Let browsers cache static files to greatly speed up your site

There are many factors that determine how long a page takes to show up in a browser. When a page is requested by a browser, the server needs some time to compute the page contents (controller, model/database, view) and returns HTML to the browser. Besides network latency and throughput (which can be optimized by choosing a good hosting provider), there are several ways to speed up the page generation itself (like memoization, action/fragment/query-caching, using memcached, and so on).

But even after the HTML page itself has been transferred to the browser, the page is not necessarily ready to display yet. A page usually references more resources like stylesheets, javascripts and images that need to be requested and transferred. These are mostly static files (located in the public folder of a Rails application) and are directly served by the webserver without invoking the Rails application. So these files takes very little computation time on the server, but they still need some time and bandwith to transfer, which can be optimized.

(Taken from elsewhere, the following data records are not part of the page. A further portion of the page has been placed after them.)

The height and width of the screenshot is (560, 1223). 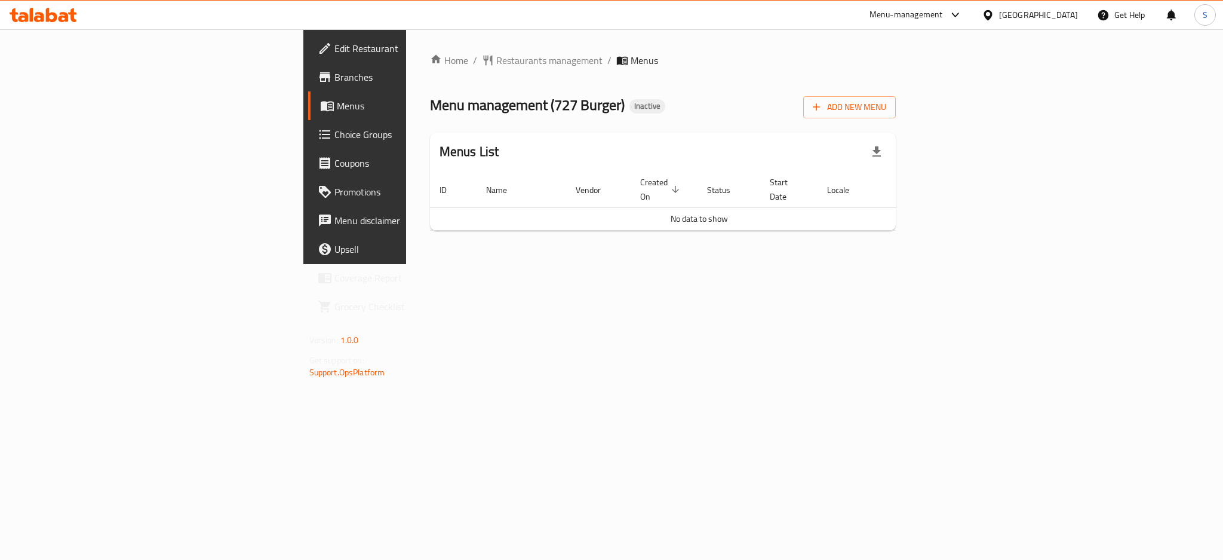 I want to click on nav: breadcrumb, so click(x=663, y=60).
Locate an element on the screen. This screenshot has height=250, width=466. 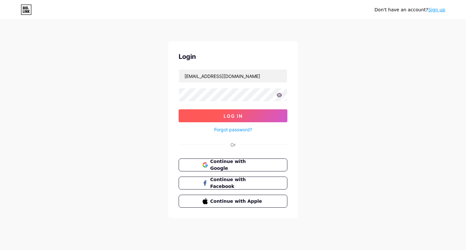
button: Log In is located at coordinates (233, 116).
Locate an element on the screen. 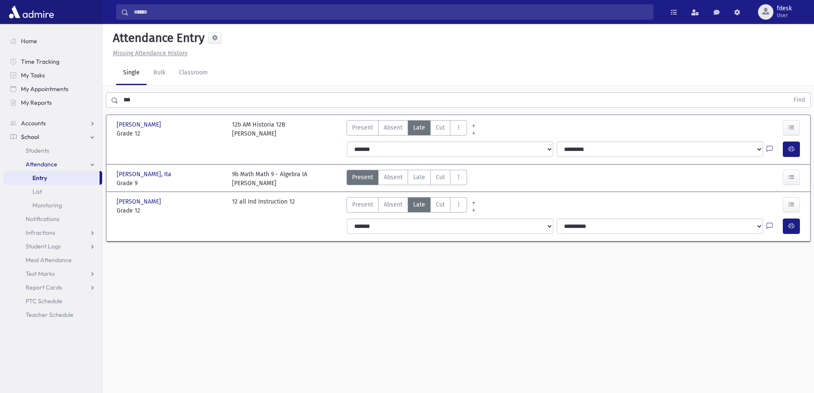  a: School is located at coordinates (53, 137).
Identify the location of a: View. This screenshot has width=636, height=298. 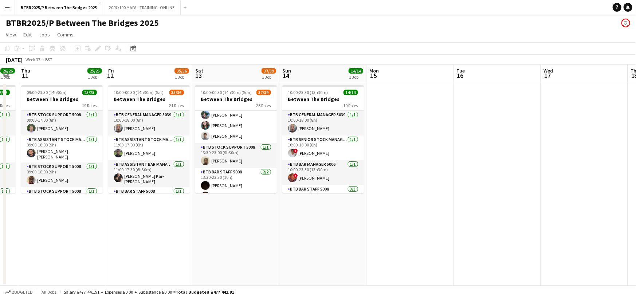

Reducing the number of static file requests per host

A browser usually limits the number of concurrent requests it sends to a single IP address. If an application returns pages with many references, page loading will slow down because the browser needs to serialize requests. To speed up the loading of many static files, it's common practice to reduce the number of static files, e.g. by bundling multiple stylesheets and javascripts into a single file (see the :cache option of javascript_include_tag and stylesheet_link_tag), or to set up multiple asset hosts so that more requests can be done concurrently.

Reducing the number of static file requests at all

Modern browsers usually don't request all static files again for each page. Files are cached between requests and they're only transferred again, if they have changed on the server. For this purpose, the browser asks the server if its cached version of a file is still valid by adding a special HTTP header (like If-Modified-Since) to the request. If the file wasn't changed, it doesn't need to be transferred again and the server answers with a 304 Not modified result without sending the file again. As far as I know, this behaviour is configured by default on todays default webserver installations.

Btw, you can use this for your HTML content as well, if you add conditional get support to your controllers.

Conditional get support prevents unnecessary data transfer and therefore saves you quite some bandwith. However, browsers still contact the server for every static file to ask if their cached version is up to date. This can take some time and slows down loading of pages with many images. Since static files don't ever change (unless you deploy a new version of your application), it would be ok for browsers to don't ask the server at all and just use their locally cached version. This greatly speeds up page loading since the browser can skip requesting any referenced static file (except for the first time a visitor comes to your site).

For Apache, simply enable mod_expires and add the following to your Apache configuration:

ExpiresActive On
<FilesMatch "\.(ico|gif|jpe?g|png|js|css)$">
  ExpiresDefault "access plus 1 year"
</FilesMatch>

Using this configuration statements, Apache adds response headers for static files that instruct browsers to cache the files for up to one year without further checking.

You don't even need to worry about cache invalidation if you deploy a new version of your app. Rails automatically adds timestamps to all references to static files if you use the according helper methods (like stylesheet_link_tag, javascript_include_tag and image_tag). This means, that the URL of a static file is changed if the file's timestamp is changed. This way, browsers automatically request the new file.